Digital Football

Now that the College Board and the Deeper Learning Project have shown us the way to save time and money in the schools by assessing student writing by computer at the rate, as the College Board has reported, of 16,000 samples in 20 seconds, it is surely time to look for new ways to save money and time with exciting new digital technology.
School sports presently take hundreds of hours out of the academic year, not just in matches and games, but in the countless hours of practice demanded, not only out of student time, but of faculty time as well.
Finland has solved this particular problem by having no sports offered in its educational institutions. If students want to play some sport, they can join a club in the community. This saves an enormous amount of time for both students and faculty in the academic calendar year.
Of course, the Finnish approach is out of the question for high schools in the United States for many reasons, but that does not mean that exciting new 21st Century technology cannot make an exciting new contribution.
Here the United States military has shown us the way. Instead of using up oceans of jet fuel, of the sort now needed not only for aircraft but for Abrams tanks as well, much of the student/soldier/airman training time is now spent in computer simulators.
Just think what simulators could do for high school sports! It would still be necessary to put time aside for actual football, basketball, soccer, baseball and other games and matches, but the time now absorbed on the practice fields could perhaps, with the right new software and computers, be transferred to computer simulators for each activity.
The initial cost would be enormous, of course, and great news for the technology companies who now seem so interested in education, and demands on student time might not be diminished that much, but just think of the former coaching time saved for our teachers!
At last they might be able to assign those serious academic research papers they have had to avoid for so long because they simply did not have the time to devote to guide students in writing them.
The great majority of our public high school students now graduate without ever having read a complete nonfiction book or written one serious research paper, and so they continue to go off to further education greatly unprepared for the reading and writing requirements they encounter.
But with these new computer sports simulators, that can be remedied. Teachers will once again have the time, saved for them by the computer simulations, to assign and discuss actual history books and to work with students on their academic expository writing, which has been so sadly neglected because of other demands, such as coaching, that have traditionally been placed on teacher time.
It is very exciting to realize that modern 21st Century technology might be able to do as much good for academic reading and writing as it is apparently doing with the blindingly swift, superficial, and moronic “assessment” it is now employed to offer with those tens of thousands of formulaic meaningless samples of student writing!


The full listing, copied exactly and free of pictures, is the expected reply.

::: Data to use

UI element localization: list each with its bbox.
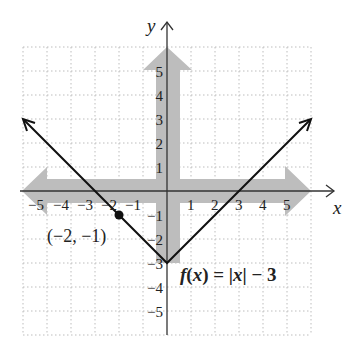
svg-text:−1: −1 — [147, 208, 163, 224]
svg-text:2: 2 — [156, 136, 164, 152]
svg-text:1: 1 — [156, 160, 164, 176]
svg-text:4: 4 — [156, 88, 164, 104]
svg-text:1: 1 — [187, 197, 195, 213]
function-label: f(x) = |x| − 3 — [180, 264, 277, 286]
svg-text:−2: −2 — [147, 232, 163, 248]
svg-text:−4: −4 — [147, 280, 163, 296]
x-axis-label: x — [332, 197, 342, 218]
svg-text:−4: −4 — [53, 197, 69, 213]
svg-text:−5: −5 — [147, 304, 163, 320]
y-axis-label: y — [145, 15, 156, 36]
svg-text:5: 5 — [283, 197, 291, 213]
svg-text:5: 5 — [156, 64, 164, 80]
svg-text:−3: −3 — [77, 197, 93, 213]
point-label: (−2, −1) — [47, 226, 106, 247]
svg-text:4: 4 — [259, 197, 267, 213]
svg-text:−3: −3 — [147, 256, 163, 272]
function-graph: −5 −4 −3 −2 −1 1 2 3 4 5 5 4 3 2 1 −1 −2… — [0, 0, 360, 346]
svg-text:−1: −1 — [125, 197, 141, 213]
svg-text:2: 2 — [211, 197, 219, 213]
svg-text:−2: −2 — [101, 197, 117, 213]
svg-text:−5: −5 — [28, 197, 44, 213]
svg-text:3: 3 — [156, 112, 164, 128]
svg-text:3: 3 — [235, 197, 243, 213]
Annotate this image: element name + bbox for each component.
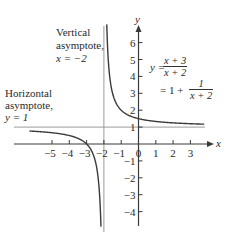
y-axis-label: y	[135, 13, 140, 25]
fraction-1-denominator: x + 2	[163, 67, 187, 78]
x-tick-label: −3	[79, 147, 91, 159]
y-tick-label: 2	[130, 104, 136, 116]
x-tick-label: 2	[170, 147, 176, 159]
horizontal-asymptote-line3: y = 1	[5, 111, 28, 123]
x-axis-arrow-icon	[207, 141, 214, 147]
vertical-asymptote-line3: x = −2	[56, 52, 87, 64]
y-tick-label: 1	[130, 121, 136, 133]
x-tick-label: 0	[136, 147, 142, 159]
x-tick-label: −2	[96, 147, 108, 159]
y-tick-label: −3	[124, 189, 136, 201]
equation-fraction-2: 1 x + 2	[189, 78, 213, 101]
fraction-2-denominator: x + 2	[189, 90, 213, 101]
y-tick-label: 4	[130, 70, 136, 82]
y-tick-label: −4	[124, 206, 136, 218]
fraction-2-numerator: 1	[189, 78, 213, 90]
x-tick-label: −4	[61, 147, 73, 159]
y-tick-label: 6	[130, 37, 136, 49]
y-tick-label: −1	[124, 155, 136, 167]
y-tick-label: 5	[130, 54, 136, 66]
x-axis-label: x	[216, 137, 221, 149]
vertical-asymptote-line1: Vertical	[56, 26, 90, 38]
y-tick-label: −2	[124, 172, 136, 184]
left-branch-curve	[30, 131, 101, 227]
x-tick-label: −5	[44, 147, 56, 159]
fraction-1-numerator: x + 3	[163, 55, 187, 67]
y-axis-arrow-icon	[136, 25, 142, 32]
y-tick-label: 3	[130, 87, 136, 99]
equation-fraction-1: x + 3 x + 2	[163, 55, 187, 78]
x-tick-label: 1	[153, 147, 159, 159]
vertical-asymptote-line2: asymptote,	[56, 39, 104, 51]
right-branch-curve	[107, 24, 204, 124]
equation-line2-prefix: = 1 +	[160, 84, 183, 96]
x-tick-label: 3	[188, 147, 194, 159]
horizontal-asymptote-line2: asymptote,	[5, 99, 53, 111]
horizontal-asymptote-line1: Horizontal	[5, 87, 52, 99]
graph-plot: −5−4−3−2−10123−4−3−2−1123456	[0, 0, 230, 239]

::::::

§ Output for this task
UI element localization: list each with its bbox.
svg-text:−1: −1 — [147, 208, 163, 224]
svg-text:2: 2 — [156, 136, 164, 152]
svg-text:1: 1 — [156, 160, 164, 176]
svg-text:4: 4 — [156, 88, 164, 104]
svg-text:1: 1 — [187, 197, 195, 213]
function-label: f(x) = |x| − 3 — [180, 264, 277, 286]
svg-text:−2: −2 — [147, 232, 163, 248]
svg-text:−4: −4 — [147, 280, 163, 296]
x-axis-label: x — [332, 197, 342, 218]
svg-text:−4: −4 — [53, 197, 69, 213]
svg-text:−5: −5 — [147, 304, 163, 320]
y-axis-label: y — [145, 15, 156, 36]
svg-text:5: 5 — [283, 197, 291, 213]
svg-text:5: 5 — [156, 64, 164, 80]
svg-text:−3: −3 — [77, 197, 93, 213]
point-label: (−2, −1) — [47, 226, 106, 247]
svg-text:4: 4 — [259, 197, 267, 213]
svg-text:−3: −3 — [147, 256, 163, 272]
function-graph: −5 −4 −3 −2 −1 1 2 3 4 5 5 4 3 2 1 −1 −2… — [0, 0, 360, 346]
svg-text:−1: −1 — [125, 197, 141, 213]
svg-text:2: 2 — [211, 197, 219, 213]
svg-text:−2: −2 — [101, 197, 117, 213]
svg-text:−5: −5 — [28, 197, 44, 213]
svg-text:3: 3 — [156, 112, 164, 128]
svg-text:3: 3 — [235, 197, 243, 213]
Annotate this image: element name + bbox for each component.
y-axis-label: y	[135, 13, 140, 25]
fraction-1-denominator: x + 2	[163, 67, 187, 78]
x-tick-label: −3	[79, 147, 91, 159]
y-tick-label: 2	[130, 104, 136, 116]
x-tick-label: 2	[170, 147, 176, 159]
horizontal-asymptote-line3: y = 1	[5, 111, 28, 123]
x-axis-arrow-icon	[207, 141, 214, 147]
vertical-asymptote-line3: x = −2	[56, 52, 87, 64]
y-tick-label: 1	[130, 121, 136, 133]
x-tick-label: 0	[136, 147, 142, 159]
x-tick-label: −2	[96, 147, 108, 159]
y-tick-label: −3	[124, 189, 136, 201]
equation-fraction-2: 1 x + 2	[189, 78, 213, 101]
fraction-2-denominator: x + 2	[189, 90, 213, 101]
y-tick-label: 4	[130, 70, 136, 82]
y-tick-label: −4	[124, 206, 136, 218]
fraction-2-numerator: 1	[189, 78, 213, 90]
x-tick-label: −4	[61, 147, 73, 159]
y-tick-label: 6	[130, 37, 136, 49]
y-tick-label: −1	[124, 155, 136, 167]
y-tick-label: 5	[130, 54, 136, 66]
x-axis-label: x	[216, 137, 221, 149]
vertical-asymptote-line1: Vertical	[56, 26, 90, 38]
y-tick-label: −2	[124, 172, 136, 184]
left-branch-curve	[30, 131, 101, 227]
x-tick-label: −5	[44, 147, 56, 159]
fraction-1-numerator: x + 3	[163, 55, 187, 67]
y-axis-arrow-icon	[136, 25, 142, 32]
y-tick-label: 3	[130, 87, 136, 99]
equation-fraction-1: x + 3 x + 2	[163, 55, 187, 78]
x-tick-label: 1	[153, 147, 159, 159]
vertical-asymptote-line2: asymptote,	[56, 39, 104, 51]
right-branch-curve	[107, 24, 204, 124]
equation-line2-prefix: = 1 +	[160, 84, 183, 96]
x-tick-label: 3	[188, 147, 194, 159]
horizontal-asymptote-line2: asymptote,	[5, 99, 53, 111]
horizontal-asymptote-line1: Horizontal	[5, 87, 52, 99]
graph-plot: −5−4−3−2−10123−4−3−2−1123456	[0, 0, 230, 239]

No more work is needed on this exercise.